I spent six years inside a marketing automation agency watching small businesses get sold systems they could not operate. The pitch always sounded neat. New CRM. New forms. New lead scoring. New dashboard. Then the owner would call three months later because nobody on the team knew why leads were disappearing into a tab called “Lifecycle Stage.”
When AI tools arrived, the pattern got louder. Agencies started selling “AI solutions” with the same confidence and even less patience. A clinic owner who barely had time to answer email was suddenly expected to understand agents, embeddings, prompts, webhooks, and usage limits. That is not strategy. That is giving someone a forklift manual and calling it fitness.
I started building smaller tools for my own clients first. Nothing heroic. An inbox agent that sorted routine messages. A call summary workflow that pushed notes into HubSpot. A WhatsApp bot that booked meetings when the team was asleep. One client saved 14 hours a week. Another booked 47 meetings a month from a bot that cost about $30 to run. Those numbers were not magic. They came from choosing boring problems with obvious payback.
The gap was not the tech. The gap was teaching. Business owners had heard of ChatGPT. They did not need another inspirational thread about the future of work. They needed someone to say, start with this five-minute task, use this tool, set this approval rule, measure this number, and do not automate the angry customer email unless you enjoy pain.
So I started Techi: courses and software for people who sell services, run small teams, and would like their week back. The name is a joke with a serious job. A business should be a money-making machine, but most machines are only useful when normal people can run them without calling the engineer every Tuesday.
We're not the cheapest. We're not the biggest. We just don't ship a course or a tool until we've used it ourselves on real clients for at least 3 months. That rule slows us down. It also keeps us from teaching things that look good in a launch post and fall apart in a real inbox.
If you want to build the next model company, we are probably not your people. If you want to stop rewriting the same proposal, stop copying notes into your CRM, or stop spending your morning answering emails that should have been sorted before breakfast, you are in the right workshop.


Work instruction |
Using the entries below, copy out all lines where "ticks" is found.

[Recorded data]
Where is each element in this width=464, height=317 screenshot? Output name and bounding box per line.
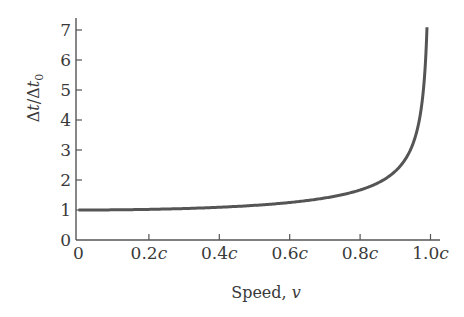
gamma-curve <box>79 27 427 210</box>
x-tick-label: 0.4c <box>201 243 238 263</box>
y-tick-label: 3 <box>60 140 71 160</box>
y-tick-label: 0 <box>60 230 71 250</box>
x-tick-label: 0.2c <box>131 243 168 263</box>
x-axis-ticks: 00.2c0.4c0.6c0.8c1.0c <box>73 234 449 263</box>
y-tick-label: 2 <box>60 170 71 190</box>
y-tick-label: 4 <box>60 110 71 130</box>
y-tick-label: 5 <box>60 80 71 100</box>
x-axis-label: Speed, v <box>231 283 301 302</box>
x-tick-label: 0.8c <box>342 243 379 263</box>
x-tick-label: 0.6c <box>271 243 308 263</box>
y-tick-label: 7 <box>60 20 71 40</box>
axes <box>76 18 440 240</box>
time-dilation-chart: 01234567 00.2c0.4c0.6c0.8c1.0c Speed, v … <box>0 0 464 317</box>
data-series-line <box>79 27 427 210</box>
y-axis-ticks: 01234567 <box>60 20 82 250</box>
x-tick-label: 0 <box>73 243 84 263</box>
y-tick-label: 6 <box>60 50 71 70</box>
y-axis-label: Δt/Δt0 <box>24 74 46 122</box>
x-tick-label: 1.0c <box>412 243 449 263</box>
y-tick-label: 1 <box>60 200 71 220</box>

Answer for this exercise |
x-axis-ticks: 00.2c0.4c0.6c0.8c1.0c <box>73 234 449 263</box>
y-axis-ticks: 01234567 <box>60 20 82 250</box>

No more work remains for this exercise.